*** Opening EXTRACTED INFORMATION ***

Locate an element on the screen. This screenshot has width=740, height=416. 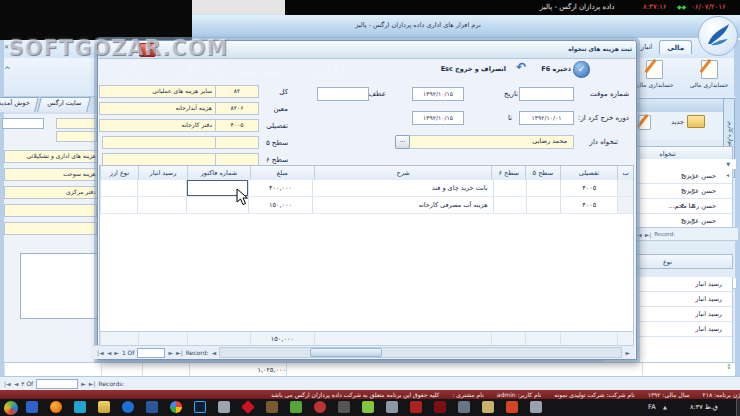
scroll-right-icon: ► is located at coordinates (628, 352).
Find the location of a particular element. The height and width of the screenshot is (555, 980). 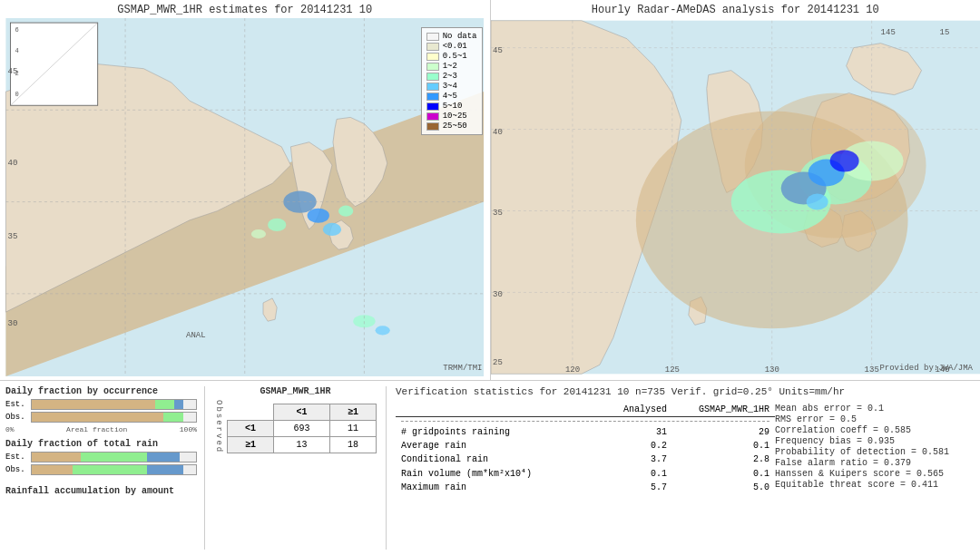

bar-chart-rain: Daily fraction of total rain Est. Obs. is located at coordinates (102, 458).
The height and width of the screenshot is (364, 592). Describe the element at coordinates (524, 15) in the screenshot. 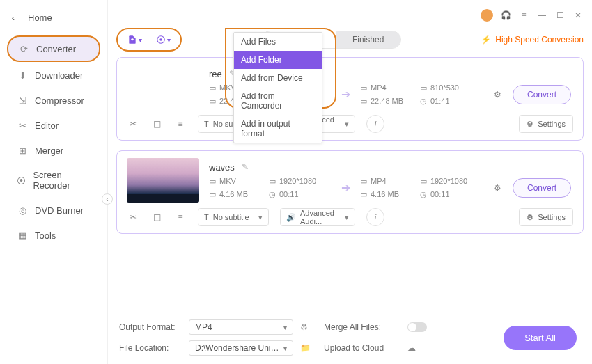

*** Closing EXTRACTED INFORMATION ***
*** Opening EXTRACTED INFORMATION ***

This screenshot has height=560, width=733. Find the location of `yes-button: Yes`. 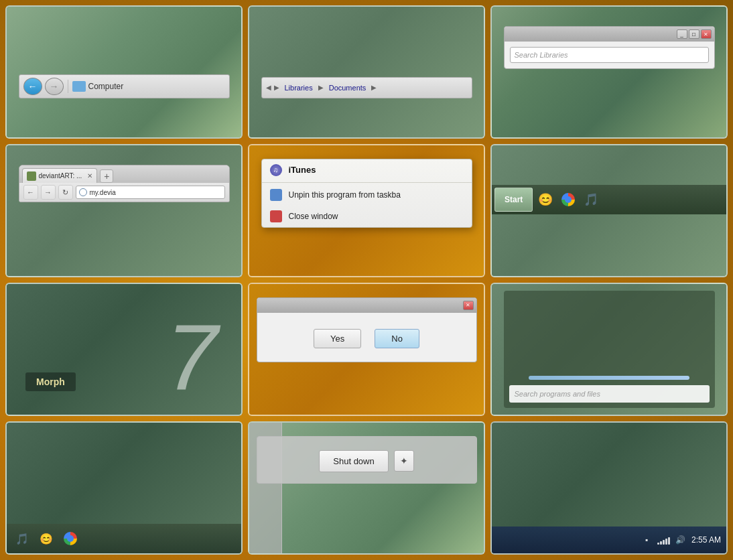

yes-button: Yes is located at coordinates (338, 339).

*** Closing EXTRACTED INFORMATION ***

TASK: For this exercise, reproduce exactly the lines of the records above from the one with "Find the location of a" up to and including the one with "The height and width of the screenshot is (364, 592).", without pictures.

TASK RESULT:
Find the location of a particular element. The height and width of the screenshot is (555, 980). 

bar-chart-rain: Daily fraction of total rain Est. Obs. is located at coordinates (102, 458).
The height and width of the screenshot is (364, 592). Describe the element at coordinates (524, 15) in the screenshot. 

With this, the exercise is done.